Digital Surveillance is Omnipresent in China. Here's How Citizens Are Coping
AnonTechie writes:
Do you ever think about the digital footprint you leave when you are browsing the web, shopping online, commenting on social networks or going by a facial recognition camera? State surveillance of citizens is growing all over the world, but it is a fact of everyday life in China, where it has deep historical roots.
In China, almost nothing is paid for in cash anymore. Super apps make life easy: people use Alipay or WeChat Pay to pay for subway or bus tickets, rent a bike, hail a taxi, shop online, book trains and shows, split the bill at restaurants and even pay their taxes and utility bills.
The Chinese also use these platforms to check the news, entertain themselves and exchange countless text, audio and video messages, both personal and professional. Everything is linked to the user's mobile phone number, which is itself registered under their identity. The government may access the data collected by Baidu, Alibaba, Tencent, Xiaomi and other operators.
How do Chinese citizens experience this constant surveillance? In my book Living with Digital Surveillance in China: Citizens' Narratives on Technology, Privacy and Governance , I present research I conducted in China in 2019. Specifically, the book is based on 58 semi-structured in-depth interviews with Chinese participants recruited through colleagues at three universities in Beijing, Shanghai and Chengdu.
[...] So, what about us? We, in Western liberal democracies, are also exposed to digital surveillance. And our surveillance ideas are also shaped by our own socio-political, cultural, and economic contexts, with significant variations across different Western societies. My work suggests that some of our own privacy and surveillance narratives are quite close to the Chinese ones, while others clearly differ.
What about you? How do you see your own relationship to digital surveillance?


**EXERCISE PROMPT:** Transcribe the data that follows without changing a word, and omit the pictures.
(DATA UNDER STUDY)
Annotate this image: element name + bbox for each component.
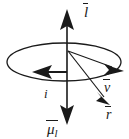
current-label: i [44, 85, 48, 100]
mu-l-vector-label: μl [47, 120, 58, 139]
v-vector-label: v [104, 79, 110, 95]
l-vector-label: l [84, 3, 88, 20]
velocity-arrowhead [103, 64, 124, 76]
physics-vector-diagram: l μl v r i [0, 0, 129, 139]
r-vector-label: r [106, 106, 111, 122]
(End DATA UNDER STUDY)
**TASK RESPONSE:**
Annotate this image: element name + bbox for each component.
current-label: i [44, 85, 48, 100]
mu-l-vector-label: μl [47, 120, 58, 139]
v-vector-label: v [104, 79, 110, 95]
l-vector-label: l [84, 3, 88, 20]
velocity-arrowhead [103, 64, 124, 76]
physics-vector-diagram: l μl v r i [0, 0, 129, 139]
r-vector-label: r [106, 106, 111, 122]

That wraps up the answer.